Billionaires don’t need the protections that democracy offers: earned benefits like Social Security or Medicare, access to free or affordable health care including abortion, labor and wage protections, and due process (they can buy the best legal help when they get in trouble).

In fact, democracy is a threat to their wealth hoarding, which is why they are backing the most dangerous demagogue to have ever occupied the White House: Donald Trump. Economic analyst and former U.S. Labor Secretary Robert Reich lists the numerous billionaires backing Trump for a second term and cites Trump’s promise to wealthy elites, that he plans to “root out the communists, Marxists, fascists and the radical-left thugs that live like vermin within the confines of our country.” Wealthy elites helped bring us Trump’s first term, and they’re itching for a second.

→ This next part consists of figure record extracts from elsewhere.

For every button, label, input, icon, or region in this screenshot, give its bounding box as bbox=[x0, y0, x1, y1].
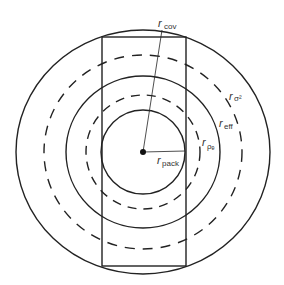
svg-text:pack: pack bbox=[162, 159, 180, 168]
label-r-rho: r ρₑ bbox=[202, 136, 215, 151]
label-r-eff: r eff bbox=[219, 117, 234, 131]
svg-text:cov: cov bbox=[164, 22, 176, 31]
concentric-radii-diagram: r cov r σ² r eff r ρₑ r pack bbox=[0, 0, 284, 285]
label-r-cov: r cov bbox=[158, 17, 176, 31]
label-r-pack: r pack bbox=[157, 154, 180, 168]
svg-text:σ²: σ² bbox=[234, 94, 242, 103]
svg-text:eff: eff bbox=[224, 122, 234, 131]
svg-text:r: r bbox=[158, 17, 163, 29]
r-cov-radius-line bbox=[143, 30, 162, 152]
center-point bbox=[140, 149, 146, 155]
r-pack-radius-line bbox=[143, 151, 185, 152]
label-r-sigma2: r σ² bbox=[229, 90, 242, 103]
svg-text:ρₑ: ρₑ bbox=[207, 142, 215, 151]
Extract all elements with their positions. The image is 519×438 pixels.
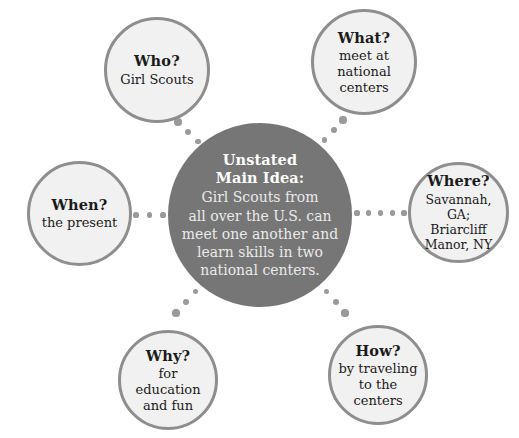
center-heading-line1: Unstated bbox=[216, 151, 304, 169]
bubble-who[interactable]: Who? Girl Scouts bbox=[104, 17, 210, 123]
connector-center-to-how-dot bbox=[333, 299, 339, 305]
connector-center-to-why-dot bbox=[183, 299, 189, 305]
connector-center-to-why-dot bbox=[172, 309, 179, 316]
connector-center-to-how-dot bbox=[341, 309, 348, 316]
bubble-why-answer: for education and fun bbox=[121, 366, 215, 414]
connector-center-to-when-dot bbox=[160, 212, 165, 217]
bubble-when[interactable]: When? the present bbox=[27, 161, 132, 266]
diagram-canvas: Unstated Main Idea: Girl Scouts from all… bbox=[0, 0, 519, 438]
connector-center-to-how-dot bbox=[324, 289, 329, 294]
bubble-who-question: Who? bbox=[134, 52, 180, 69]
center-heading: Unstated Main Idea: bbox=[216, 151, 304, 188]
connector-center-to-when-dot bbox=[147, 212, 152, 217]
bubble-what-answer: meet at national centers bbox=[331, 48, 397, 96]
bubble-where[interactable]: Where? Savannah, GA; Briarcliff Manor, N… bbox=[408, 162, 509, 263]
bubble-how-answer: by traveling to the centers bbox=[332, 361, 423, 409]
connector-center-to-who-dot bbox=[185, 129, 191, 135]
connector-center-to-where-dot bbox=[366, 210, 371, 215]
connector-center-to-where-dot bbox=[354, 210, 359, 215]
connector-center-to-where-dot bbox=[378, 210, 383, 215]
bubble-where-answer: Savannah, GA; Briarcliff Manor, NY bbox=[411, 192, 506, 253]
connector-center-to-what-dot bbox=[331, 127, 337, 133]
bubble-how-question: How? bbox=[355, 342, 400, 359]
center-heading-line2: Main Idea: bbox=[216, 169, 304, 187]
bubble-why-question: Why? bbox=[146, 347, 191, 364]
connector-center-to-what-dot bbox=[339, 116, 346, 123]
connector-center-to-who-dot bbox=[195, 139, 200, 144]
bubble-when-answer: the present bbox=[36, 215, 124, 231]
connector-center-to-where-dot bbox=[401, 210, 406, 215]
connector-center-to-what-dot bbox=[322, 137, 327, 142]
center-circle-main-idea: Unstated Main Idea: Girl Scouts from all… bbox=[168, 123, 352, 307]
center-body-text: Girl Scouts from all over the U.S. can m… bbox=[174, 188, 346, 279]
connector-center-to-when-dot bbox=[133, 212, 138, 217]
bubble-how[interactable]: How? by traveling to the centers bbox=[328, 325, 428, 425]
bubble-what-question: What? bbox=[338, 29, 390, 46]
bubble-who-answer: Girl Scouts bbox=[114, 72, 199, 88]
connector-center-to-why-dot bbox=[193, 289, 198, 294]
connector-center-to-where-dot bbox=[390, 210, 395, 215]
bubble-what[interactable]: What? meet at national centers bbox=[311, 9, 417, 115]
bubble-why[interactable]: Why? for education and fun bbox=[118, 330, 218, 430]
bubble-where-question: Where? bbox=[427, 172, 490, 189]
bubble-when-question: When? bbox=[51, 196, 107, 213]
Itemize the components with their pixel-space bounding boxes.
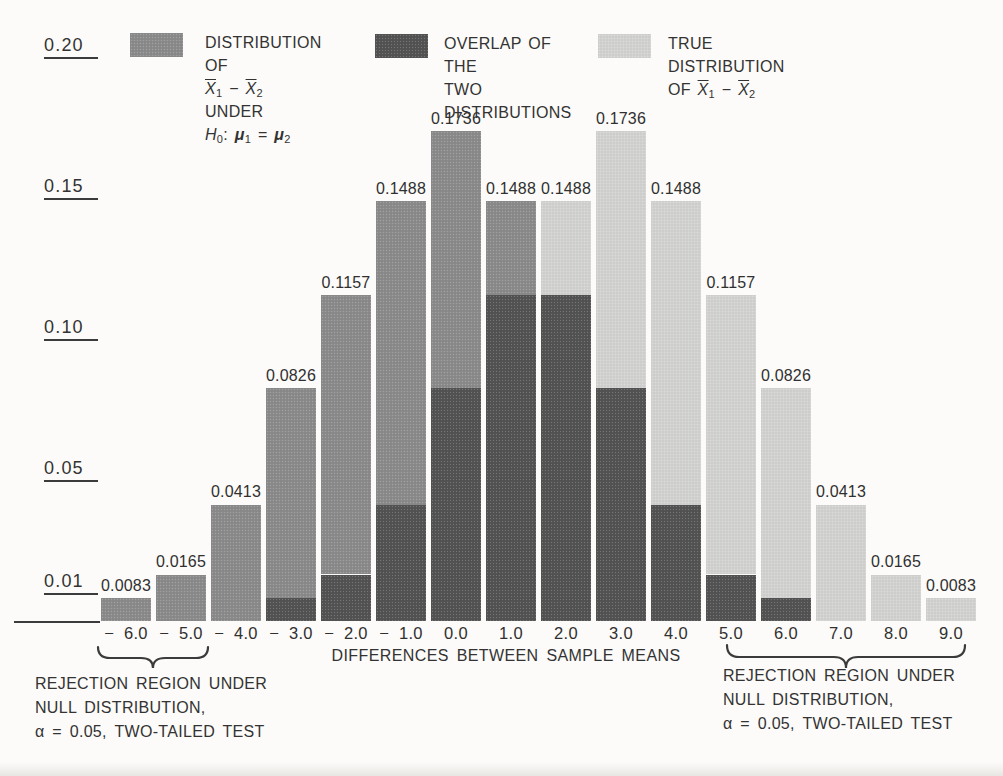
annotation-line: NULL DISTRIBUTION, bbox=[723, 688, 1003, 712]
annotation-line: α = 0.05, TWO-TAILED TEST bbox=[723, 712, 1003, 736]
legend-label-line: X1 − X2 UNDER bbox=[205, 77, 322, 123]
x-bar-symbol: X bbox=[698, 81, 709, 98]
bar-value-label: 0.0165 bbox=[851, 553, 941, 571]
bar bbox=[926, 598, 976, 621]
bar-segment-overlap bbox=[596, 388, 646, 621]
bar-value-label: 0.0083 bbox=[906, 577, 996, 595]
bar-segment-null-distribution bbox=[431, 131, 481, 388]
legend-label: TRUE DISTRIBUTIONOF X1 − X2 bbox=[668, 32, 785, 101]
bar-segment-overlap bbox=[706, 575, 756, 622]
bar-value-label: 0.1736 bbox=[576, 110, 666, 128]
bar-segment-true-distribution bbox=[596, 131, 646, 388]
bar bbox=[651, 201, 701, 621]
legend-label-line: TRUE DISTRIBUTION bbox=[668, 32, 785, 78]
annotation-right-rejection-region: REJECTION REGION UNDER NULL DISTRIBUTION… bbox=[723, 664, 1003, 736]
bar-value-label: 0.1488 bbox=[631, 180, 721, 198]
y-axis-tick-label: 0.05 bbox=[44, 458, 114, 479]
legend-swatch-overlap bbox=[375, 34, 428, 58]
subscript: 1 bbox=[216, 87, 222, 99]
legend-swatch-true bbox=[598, 34, 651, 58]
bar-segment-true-distribution bbox=[706, 295, 756, 575]
bar-segment-null-distribution bbox=[376, 201, 426, 504]
subscript: 2 bbox=[257, 87, 263, 99]
bar bbox=[706, 295, 756, 621]
bar-segment-true-distribution bbox=[926, 598, 976, 621]
bar-segment-true-distribution bbox=[651, 201, 701, 504]
x-bar-symbol: X bbox=[738, 81, 749, 98]
annotation-line: REJECTION REGION UNDER bbox=[35, 672, 315, 696]
subscript: 2 bbox=[284, 133, 290, 145]
x-bar-symbol: X bbox=[246, 80, 257, 97]
y-axis-tick-line bbox=[44, 57, 98, 59]
bar-value-label: 0.0826 bbox=[741, 367, 831, 385]
bar-segment-null-distribution bbox=[211, 505, 261, 622]
bar-segment-true-distribution bbox=[541, 201, 591, 294]
left-rejection-brace-icon bbox=[98, 647, 208, 668]
bar bbox=[321, 295, 371, 621]
italic-symbol: H bbox=[205, 126, 217, 143]
bar bbox=[486, 201, 536, 621]
annotation-left-rejection-region: REJECTION REGION UNDER NULL DISTRIBUTION… bbox=[35, 672, 315, 744]
y-axis-tick-line bbox=[44, 198, 98, 200]
subscript: 2 bbox=[749, 88, 755, 100]
y-axis-tick-line bbox=[44, 480, 98, 482]
bar-segment-overlap bbox=[486, 295, 536, 621]
annotation-line: REJECTION REGION UNDER bbox=[723, 664, 1003, 688]
bar bbox=[376, 201, 426, 621]
legend-label: DISTRIBUTION OFX1 − X2 UNDERH0: μ1 = μ2 bbox=[205, 31, 322, 146]
y-axis-zero-line bbox=[14, 621, 100, 623]
mu-symbol: μ bbox=[274, 126, 284, 143]
bar-segment-null-distribution bbox=[156, 575, 206, 622]
legend-label: OVERLAP OF THETWO DISTRIBUTIONS bbox=[444, 32, 571, 124]
bar bbox=[266, 388, 316, 621]
subscript: 1 bbox=[245, 133, 251, 145]
bar bbox=[156, 575, 206, 622]
bar-segment-overlap bbox=[266, 598, 316, 621]
bar-segment-overlap bbox=[541, 295, 591, 621]
statistical-figure: 0.200.150.100.050.01 0.00830.01650.04130… bbox=[0, 0, 1003, 776]
y-axis-tick-line bbox=[44, 339, 98, 341]
bar-value-label: 0.1157 bbox=[686, 274, 776, 292]
y-axis-tick-label: 0.15 bbox=[44, 176, 114, 197]
bar bbox=[541, 201, 591, 621]
annotation-line: α = 0.05, TWO-TAILED TEST bbox=[35, 720, 315, 744]
bar-segment-null-distribution bbox=[266, 388, 316, 598]
annotation-line: NULL DISTRIBUTION, bbox=[35, 696, 315, 720]
bar bbox=[211, 505, 261, 622]
bar-value-label: 0.0413 bbox=[796, 483, 886, 501]
bar bbox=[761, 388, 811, 621]
bar-segment-overlap bbox=[651, 505, 701, 622]
bar-segment-overlap bbox=[761, 598, 811, 621]
bar-segment-overlap bbox=[376, 505, 426, 622]
subscript: 0 bbox=[217, 133, 223, 145]
legend-swatch-null bbox=[130, 33, 183, 57]
bar bbox=[596, 131, 646, 621]
legend-label-line: OF X1 − X2 bbox=[668, 78, 785, 101]
bar-segment-null-distribution bbox=[101, 598, 151, 621]
bar-segment-null-distribution bbox=[486, 201, 536, 294]
y-axis-tick-label: 0.20 bbox=[44, 35, 114, 56]
bar-segment-null-distribution bbox=[321, 295, 371, 575]
subscript: 1 bbox=[709, 88, 715, 100]
bar-segment-overlap bbox=[431, 388, 481, 621]
legend-label-line: TWO DISTRIBUTIONS bbox=[444, 78, 571, 124]
bar-segment-overlap bbox=[321, 575, 371, 622]
mu-symbol: μ bbox=[235, 126, 245, 143]
bar bbox=[101, 598, 151, 621]
legend-label-line: OVERLAP OF THE bbox=[444, 32, 571, 78]
legend-label-line: H0: μ1 = μ2 bbox=[205, 123, 322, 146]
x-bar-symbol: X bbox=[205, 80, 216, 97]
legend-label-line: DISTRIBUTION OF bbox=[205, 31, 322, 77]
y-axis-tick-label: 0.10 bbox=[44, 317, 114, 338]
bar bbox=[431, 131, 481, 621]
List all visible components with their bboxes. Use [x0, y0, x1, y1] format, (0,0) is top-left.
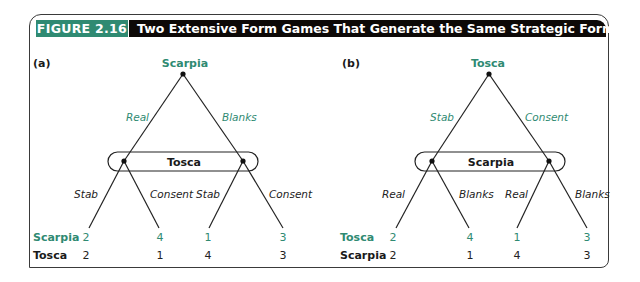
panel-b-root-node — [486, 71, 491, 76]
panel-b-action-stab: Stab — [430, 111, 454, 123]
payoff: 4 — [467, 231, 474, 244]
panel-b-info-set-player: Scarpia — [468, 156, 514, 169]
panel-b-payoff-row1-player: Tosca — [340, 231, 374, 244]
panel-a-action-2: Consent — [150, 188, 194, 200]
payoff: 3 — [280, 249, 287, 262]
panel-b-action-4: Blanks — [575, 188, 610, 200]
panel-a-action-4: Consent — [269, 188, 313, 200]
payoff: 1 — [467, 249, 474, 262]
panel-a-payoff-row2-player: Tosca — [33, 249, 67, 262]
panel-b-action-2: Blanks — [459, 188, 494, 200]
payoff: 2 — [390, 231, 397, 244]
payoff: 3 — [584, 249, 591, 262]
payoff: 4 — [157, 231, 164, 244]
game-trees: (a) Scarpia Real Blanks Tosca Stab Conse… — [0, 0, 640, 282]
panel-b-root-player: Tosca — [471, 57, 505, 70]
payoff: 1 — [205, 231, 212, 244]
payoff: 3 — [584, 231, 591, 244]
panel-a-payoff-row1-player: Scarpia — [33, 231, 79, 244]
panel-a-root-node — [180, 71, 185, 76]
panel-b-payoff-row2-player: Scarpia — [340, 249, 386, 262]
panel-a-root-player: Scarpia — [162, 57, 208, 70]
payoff: 3 — [280, 231, 287, 244]
payoff: 4 — [514, 249, 521, 262]
payoff: 2 — [83, 231, 90, 244]
panel-a-action-1: Stab — [74, 188, 98, 200]
panel-b: (b) Tosca Stab Consent Scarpia Real Blan… — [340, 57, 610, 262]
panel-a-node-left — [121, 158, 126, 163]
payoff: 1 — [514, 231, 521, 244]
panel-a: (a) Scarpia Real Blanks Tosca Stab Conse… — [33, 57, 313, 262]
panel-b-action-consent: Consent — [525, 111, 569, 123]
panel-b-node-right — [546, 158, 551, 163]
payoff: 1 — [157, 249, 164, 262]
panel-a-action-3: Stab — [196, 188, 220, 200]
panel-a-action-real: Real — [126, 111, 149, 123]
payoff: 2 — [390, 249, 397, 262]
payoff: 2 — [83, 249, 90, 262]
panel-a-node-right — [240, 158, 245, 163]
panel-b-action-3: Real — [505, 188, 528, 200]
panel-b-action-1: Real — [382, 188, 405, 200]
panel-a-info-set-player: Tosca — [167, 156, 201, 169]
panel-a-label: (a) — [33, 57, 50, 70]
panel-b-node-left — [429, 158, 434, 163]
panel-b-label: (b) — [342, 57, 360, 70]
panel-a-action-blanks: Blanks — [222, 111, 257, 123]
payoff: 4 — [205, 249, 212, 262]
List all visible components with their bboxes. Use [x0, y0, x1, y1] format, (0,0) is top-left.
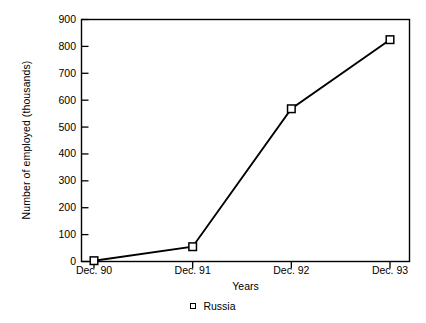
- x-axis-tick-labels: Dec. 90 Dec. 91 Dec. 92 Dec. 93: [0, 0, 426, 323]
- x-tick-label: Dec. 90: [59, 264, 129, 277]
- legend-label: Russia: [203, 300, 235, 312]
- y-axis-title: Number of employed (thousands): [16, 19, 36, 261]
- x-tick-label: Dec. 92: [256, 264, 326, 277]
- legend-marker-icon: [190, 303, 196, 309]
- x-axis-title: Years: [81, 280, 410, 293]
- chart-legend: Russia: [0, 300, 426, 312]
- x-tick-label: Dec. 91: [158, 264, 228, 277]
- x-tick-label: Dec. 93: [355, 264, 425, 277]
- chart-figure: 900 800 700 600 500 400 300 200 100 0 De…: [0, 0, 426, 323]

Why wouldn’t billionaires back fascism? It benefits them in ways democracy doesn’t. Indeed, billionaires exist as a design flaw in democracy. The greater the number of billionaires and the greater the wealth they hoard, the weaker the democracy that binds them.

Legislation like Senator Ron Wyden’s Billionaire Income Tax is what they fear if democracy trumps fascism. Wyden’s bill is so modest that it doesn’t target wealth, only income, and would affect fewer than 1,000 Americans, trimming off tiny slivers of their unprecedented hoardings, leaving them as fabulously wealthy as before. After all, is there a real difference between being worth $10 billion versus $9.9 billion?

As to the children of billionaires being worse than their parents, there is a small mention in the UBS report of how heirs of billionaires are far less philanthropic than first-generation billionaires: “while more than two-thirds of first-generation billionaires stated that following their philanthropic goals and making an impact on the world was a main objective of their legacy, less than a third (32%) of the inheriting generations did so.” One could conclude that empathy among children of the ultra-wealthy drops by half each generation. This could be a generation even more determined to fund and fuel fascism in order to protect their riches compared to their parents.

The wealthy are so secure in the protections they have from democratic curbs on their financial power that their biggest worries, as per the UBS report, include “geopolitical tensions,” inflation, recession, and higher interest rates. Fears around a “tight jobs market” and “stricter sustainability rules,” fall low on their list. In other words, they feel secure against threats of wage rebellions and government regulations.

And so, as we hurtle toward authoritarian aristocracy, we must normalize the idea of wealth redistribution. There is no good reason against it, not a single one. We can have either billionaires or democracy, not both.